Add medications if lifestyle advice does not reduce BP to below 140/80 mm Hg (below 130/80 mm Hg if there is kidney, eye or cerebrovascular damage).
Monitor BP every 1-2 months and intensify therapy if the person is already on antihypertensive drug treatment, until the BP is consistently below 140/80 mm Hg (below 130/80 mm Hg if there is kidney, eye or cerebrovascular damage).
Drug treatment
- First-line antihypertensive drug treatment should be a once-daily ACE inhibitor. Exceptions to this are people of African or Caribbean family origin, or women for whom there is a possibility of becoming pregnant.
- The first-line antihypertensive drug treatment for a person of African or Caribbean family origin should be an ACE inhibitor plus either a diuretic or a calcium-channel blocker.
- A calcium-channel blocker should be the first-line antihypertensive drug treatment for a woman for whom there is a possibility of her becoming pregnant.
- For a person with continuing intolerance to an ACE inhibitor (other than renal deterioration or hyperkalemia), substitute an angiotensin II-receptor antagonist for the ACE inhibitor.
- Do not combine an ACE inhibitor with an angiotensin II-receptor antagonist to treat hypertension.

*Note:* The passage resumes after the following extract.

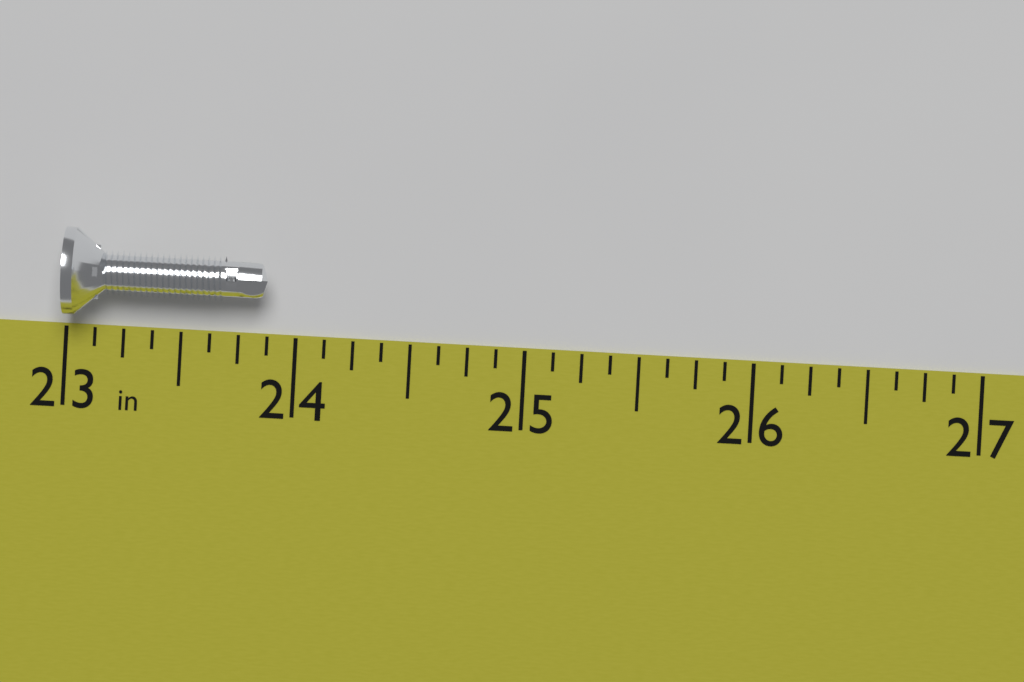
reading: 23.875 in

- If the person’s BP is not reduced to the individually agreed target with first-line therapy, add a calcium-channel blocker or a diuretic (usually a thiazide or thiazide-related diuretic). Add the other drug (that is, the calcium-channel blocker or diuretic) if the target is not reached with dual therapy.

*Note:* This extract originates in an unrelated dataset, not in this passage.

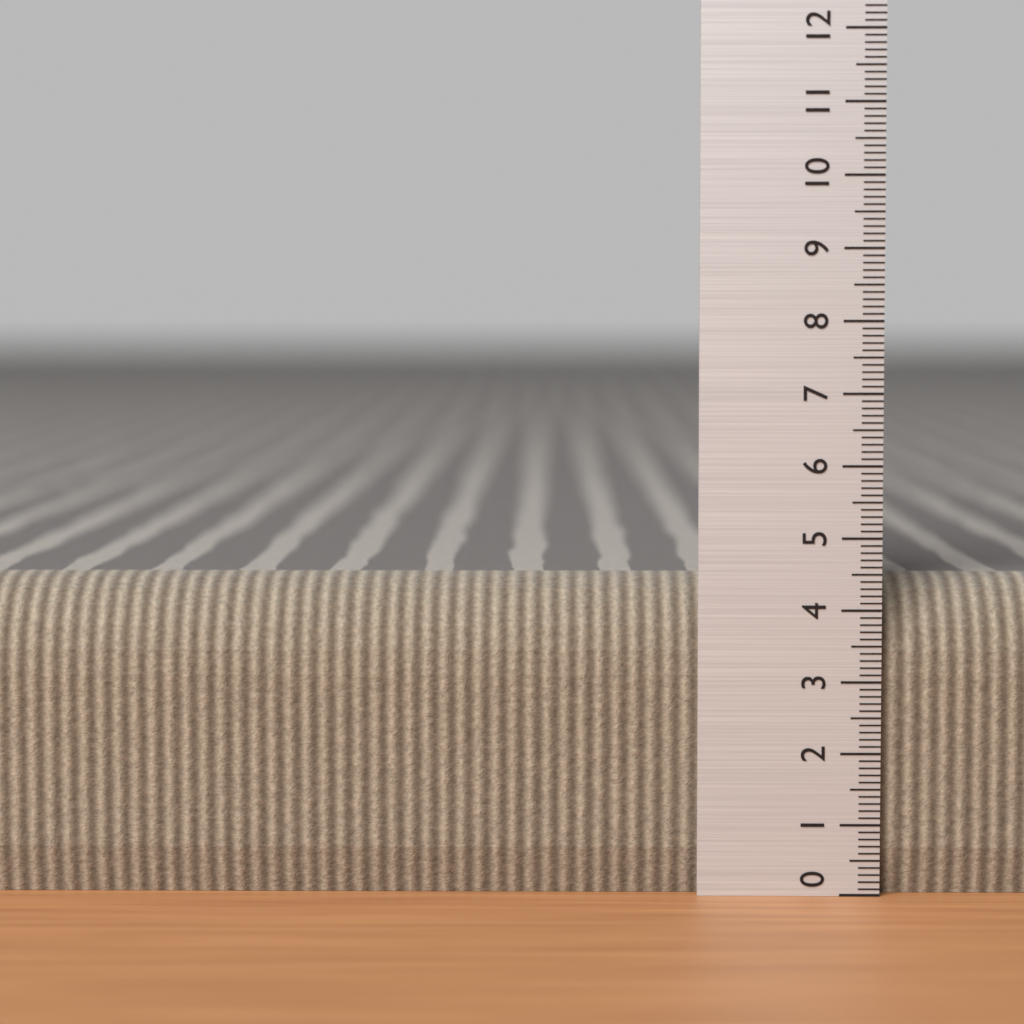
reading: 4.4 (no unit)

- If the person’s BP is not reduced to the individually agreed target with triple therapy, add an alpha-blocker, a beta-blocker or a potassium-sparing diuretic (the last with caution if the person is already taking an ACE inhibitor or an angiotensin II-receptor antagonist).
Monitor the BP of a person, who has attained and consistently remained at his or her BP target, every 4-6 months.